Timothy Allen's avatar
Timothy Allen
timothy@nostr.com
npub1gcf9...qjg0
Chronicling the global movement to build freer societies.
Timothy Allen's avatar
Timothy 1 week ago
Music recommendation: This isn't gonna be for everyone, but I reckon Meshell Ndegeocello's music is excellent:
Timothy Allen's avatar
Timothy 1 week ago
Three years ago, Próspera had one building and a hostile government that swore to destroy it. Today? Every metric is up and to the right. On today's show I sat down with co-founder Gabriel Delgado to hear the full story - and the master plan that's even bigger than I previously thought. https://fountain.fm/episode/6z7Iezt9eMsfXHRy1KSm
Timothy Allen's avatar
Timothy 2 weeks ago
I went back to this older episode today and it feels more relevant now than when I recorded it. Not because it “predicted everything”, but because the core questions have only got sharper: Ukraine as a proxy battleground, migration as a destabilising force, Israel’s centrality in Middle East power politics, and how media narratives shape what the public is allowed to see. https://fountain.fm/episode/XIiKUFNCzaKkPNp4c1tt
Timothy Allen's avatar
Timothy 2 weeks ago
"Just a bit of economic freedom can cause absolute miracles. It did in the past. It can do so again." In Episode 176 of the podcast, I sat down with James Price - a former senior adviser across five UK government departments including the Treasury and Cabinet Office. This isn't your typical political commentary. James has been inside the machine and explains, with remarkable clarity, how it actually operates. Some things that stood out: → When the UK government changed in 2024, only 200 people across the entire state changed roles. Everyone else stayed exactly where they were. → Civil servants are more likely to die in the job than be fired. → Special advisers are "constitutionally not allowed to tell civil servants what to do." → During the vaccine rollout, a minister had to tell civil servants to Google the logistics industry because they had zero experience moving anything anywhere. He breaks down how democracy got eaten from the inside by the people nobody voted for. How the blob digests every election and nothing changes. How Hayek and Burnham saw all of this coming 80 years ago. And why more people are starting to ask whether the nation-state is the problem — not the solution. This one's a masterclass in how the modern state actually works - and why it doesn't.
Timothy Allen's avatar
Timothy 2 weeks ago
“When Starmer came in in 2024, how many people across the entire British state changed jobs? Two hundred. One hundred ministers… and one hundred special advisors… And that’s it. And everybody else in that deep state stayed exactly the same.”
Timothy Allen's avatar
Timothy 1 month ago
Architecture is downstream from law. If your buildings are ugly, inert, overpriced, and impossible to build, the problem is not just aesthetic. It is political. This week on the pod: Patrik Schumacher on why bad governance produces bad cities.
Timothy Allen's avatar
Timothy 1 month ago
Episode 173 is out: Mailyn Salabarria. If you think tyranny only arrives overnight, this will change your mind. She’s lived the “hard mode” version and explains the “slow mode” version. Top line: “same dog, different leash.” Listen now: https://fountain.fm/episode/gSnY6oQPUDolaXJYgXhF
Timothy Allen's avatar
Timothy 1 month ago
Special Economic Zones are marketed as “sandboxes for reform”. Lotta Moberg says that’s often the wrong story. In this episode we talk incentives, why failing zones can get more funding, and why free cities like Próspera might be a different category entirely. image WATCH: https://fountain.fm/episode/kTVFzEz5YL0pMjWf6DPi
Timothy Allen's avatar
Timothy 1 month ago
An exit tax is a government admission of failure: they couldn’t make the place attractive, so they make leaving expensive. Tim Stern is on the podcast this week. We talk incentives, capital flight, and why places like Margarita Island become magnets.
Timothy Allen's avatar
Timothy 2 months ago
Seasteading only scales if it exports something the world wants. Mitchell Suchner (ArkPad) makes the case for “economics first” and lays out an incremental path: aquaculture as early cashflow, tourism as a demand engine, and later ocean industries (mineral extraction from seawater, offshore data infrastructure, autonomous logistics). We also get into stability/storm design and the governance implications of flags and jurisdiction at sea. Listen:
Timothy Allen's avatar
Timothy 2 months ago
So many infinite pizza peeps coming out of the woodwork recently.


_Problem description_: Keep to the lines from the one with "in a (1024, 768) image, where is *mammal*?" through the end of the data, and write them out exactly.

[Items from a dataset]
────

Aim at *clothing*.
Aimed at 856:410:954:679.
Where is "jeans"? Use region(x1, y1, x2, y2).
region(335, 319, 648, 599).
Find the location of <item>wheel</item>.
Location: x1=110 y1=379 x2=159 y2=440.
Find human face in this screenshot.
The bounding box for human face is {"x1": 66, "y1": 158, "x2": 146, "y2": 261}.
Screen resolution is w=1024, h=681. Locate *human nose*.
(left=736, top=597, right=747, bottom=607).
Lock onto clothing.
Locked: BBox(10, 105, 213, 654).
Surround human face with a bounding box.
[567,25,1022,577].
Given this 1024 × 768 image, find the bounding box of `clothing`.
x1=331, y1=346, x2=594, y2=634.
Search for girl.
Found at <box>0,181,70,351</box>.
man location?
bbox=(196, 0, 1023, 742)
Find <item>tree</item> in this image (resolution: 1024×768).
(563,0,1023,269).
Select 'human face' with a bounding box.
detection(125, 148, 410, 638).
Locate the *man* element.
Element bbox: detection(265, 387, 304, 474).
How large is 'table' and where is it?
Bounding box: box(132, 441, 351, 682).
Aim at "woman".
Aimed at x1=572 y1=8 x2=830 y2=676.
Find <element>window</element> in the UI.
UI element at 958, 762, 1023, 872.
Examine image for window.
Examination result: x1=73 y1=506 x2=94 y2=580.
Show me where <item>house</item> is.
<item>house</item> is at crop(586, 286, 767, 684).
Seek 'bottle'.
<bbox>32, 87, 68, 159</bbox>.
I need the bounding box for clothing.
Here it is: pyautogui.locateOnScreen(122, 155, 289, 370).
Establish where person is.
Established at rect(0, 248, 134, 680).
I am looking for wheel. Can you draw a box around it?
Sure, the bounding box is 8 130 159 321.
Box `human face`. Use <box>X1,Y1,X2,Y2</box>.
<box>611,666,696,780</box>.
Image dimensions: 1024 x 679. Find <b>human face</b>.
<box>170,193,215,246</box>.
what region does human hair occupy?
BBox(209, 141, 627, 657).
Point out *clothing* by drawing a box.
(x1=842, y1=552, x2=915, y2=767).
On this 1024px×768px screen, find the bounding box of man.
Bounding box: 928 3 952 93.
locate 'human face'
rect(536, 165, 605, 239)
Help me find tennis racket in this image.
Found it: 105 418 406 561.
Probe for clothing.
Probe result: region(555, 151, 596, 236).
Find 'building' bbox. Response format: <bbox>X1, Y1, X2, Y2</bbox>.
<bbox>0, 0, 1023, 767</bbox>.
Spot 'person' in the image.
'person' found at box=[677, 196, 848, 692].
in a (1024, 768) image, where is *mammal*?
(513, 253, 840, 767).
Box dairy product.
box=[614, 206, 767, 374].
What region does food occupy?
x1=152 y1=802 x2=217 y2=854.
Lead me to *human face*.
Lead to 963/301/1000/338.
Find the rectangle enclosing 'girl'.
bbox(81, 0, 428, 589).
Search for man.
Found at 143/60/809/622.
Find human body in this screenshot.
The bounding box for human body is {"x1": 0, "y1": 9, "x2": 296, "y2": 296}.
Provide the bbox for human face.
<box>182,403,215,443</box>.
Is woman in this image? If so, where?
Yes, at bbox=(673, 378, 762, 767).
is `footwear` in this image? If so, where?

────

_Answer box_:
in a (1024, 768) image, where is *mammal*?
(513, 253, 840, 767).
Box dairy product.
box=[614, 206, 767, 374].
What region does food occupy?
x1=152 y1=802 x2=217 y2=854.
Lead me to *human face*.
Lead to 963/301/1000/338.
Find the rectangle enclosing 'girl'.
bbox(81, 0, 428, 589).
Search for man.
Found at 143/60/809/622.
Find human body in this screenshot.
The bounding box for human body is {"x1": 0, "y1": 9, "x2": 296, "y2": 296}.
Provide the bbox for human face.
<box>182,403,215,443</box>.
Is woman in this image? If so, where?
Yes, at bbox=(673, 378, 762, 767).
is `footwear` in this image? If so, where?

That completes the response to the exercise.